Space. Vast chasms of it, unbroken by tree or building or person as it sprawls outward limitlessly into the pale blue horizon. In an open prairie like this, space seems to take on the illusion of weight, a sort of ubiquitous presence that you can almost glean in creases of river beds and stretching green plains. It’s a subtle silence that only reaches a dull roar once the Milky Way has marched an army of stars across the sky. In an open prairie like this, space warps distances and sense of scale. If you were to stare directly at this night sky you could almost convince yourself it was an eight foot ceiling. People hiking across what looks like a small valley are transfigured into toy soldiers as they reach the sandstone ridge on the other side.
As someone who has never been in a landscape quite like this it seems a miraculous thing, so opposite to the columns of skyscrapers and crowded city blocks of Pittsburgh. In the city you are surrounded by an environment wholly constructed by man, an artificial, manufactured space that shields us from the environment, from the horizon, cutting off our awareness of the natural world hampering our understanding of it. Making this kind of space seem transformative, just standing within the landscape of Wyoming forces you to broaden your perspective and open up your thinking in a way that is no longer constrained by traffic lanes and sidewalks. The Western landscape in combination with the ecological and geological lessons we learn demands that we view the natural world in greater scale not only for distance, but also in time. The space between now and then is visible as we tread amongst remnants of days long ago as surface erosion unearths arrowheads, byproducts of tools in the form of flakes of chert, and rock tepee rings left over from the Native Americans that once inhabited this land hundreds of years ago. Outcrops, mountains, and cuts in earth let us see into the layers of the past and read the geological history present at our feet.

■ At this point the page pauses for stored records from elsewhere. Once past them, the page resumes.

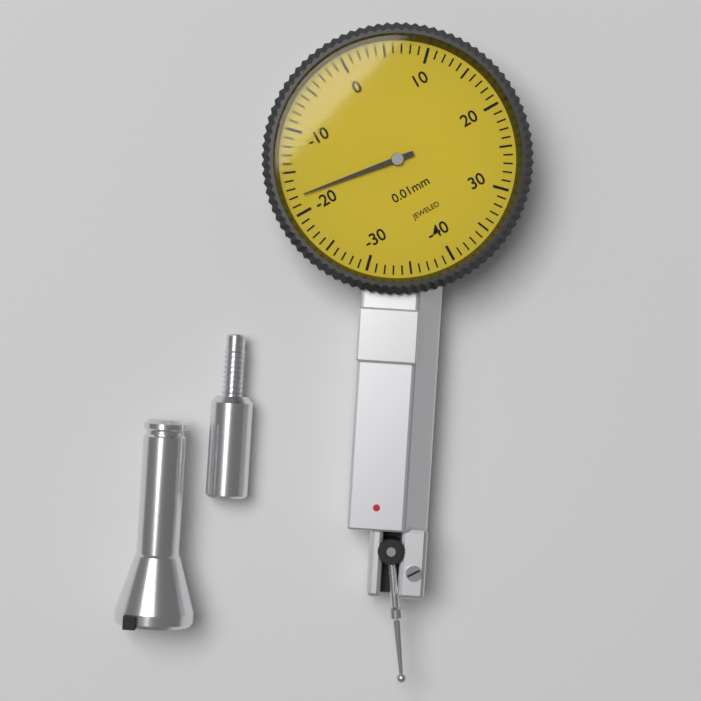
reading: -18 0.01mm
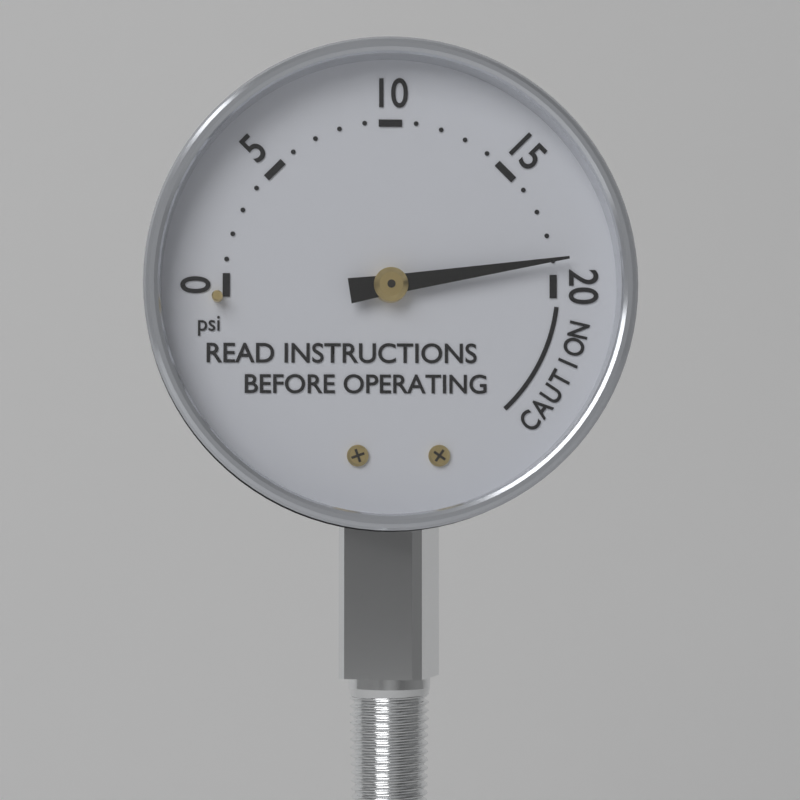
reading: 19 psi
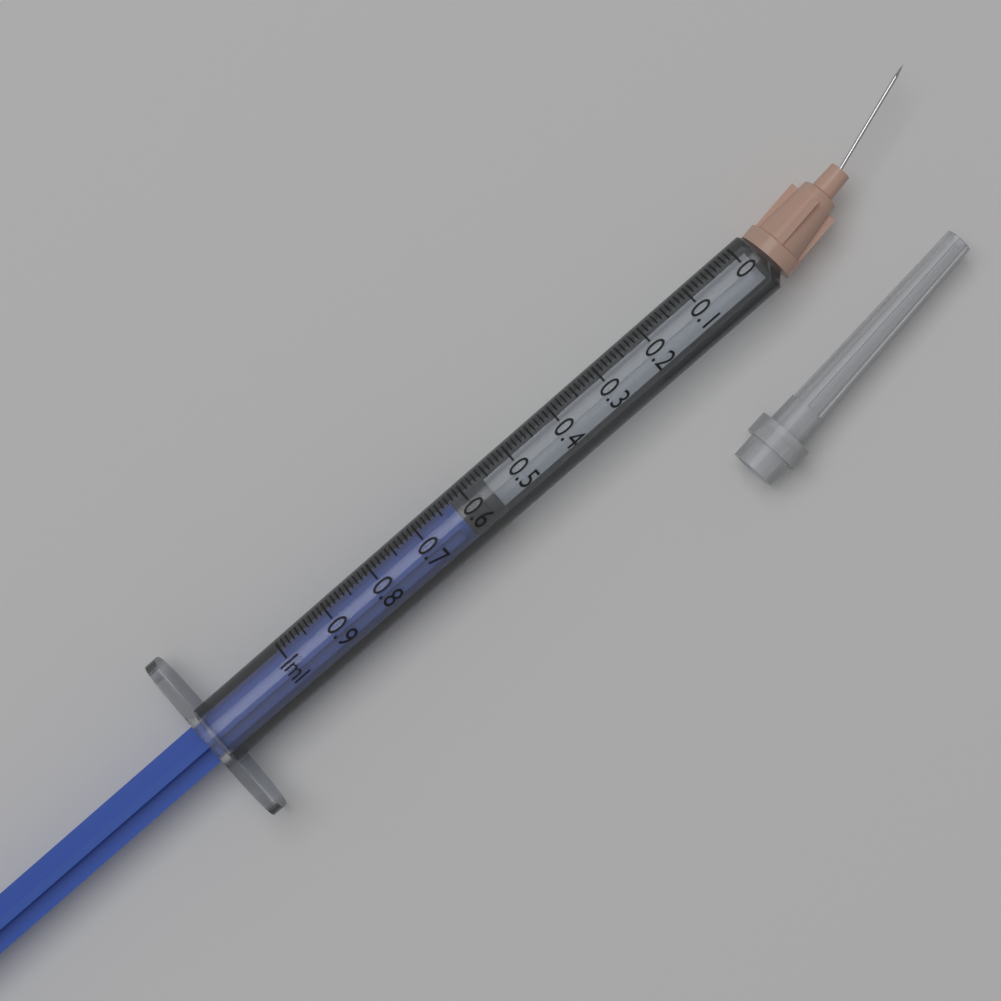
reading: 0.56 ml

In the little space that we have explored of the Wyoming Preserve we have been rewarded by the sightings of prairie dogs, small horned lizards, and swift foxes scampering across the land as well as one of the brightest, fullest rainbows I have ever witnessed. While mosquitos continue to be the bane of our existence when the wind isn’t there to chase them away, the tiny enemy aircrafts swarm like the greedy, gluttonous vampires they are. As a result a sharp scent of sagebrush intermixed with bug spray and sunscreen loft along the wind. Storm fronts move quickly over this expanse, spreading wide over the land casting shadows of dark clouds that let out a spat of rain and lightning only to puff onward minutes later to reveal the hot sun once more. The landscape shifts from in a varying spectrum of greens, beige, and brown as the presence of water dictates. As we continue our exploration of the Western frontier I hope to examine how my own perception of space changes and my perspective along with it.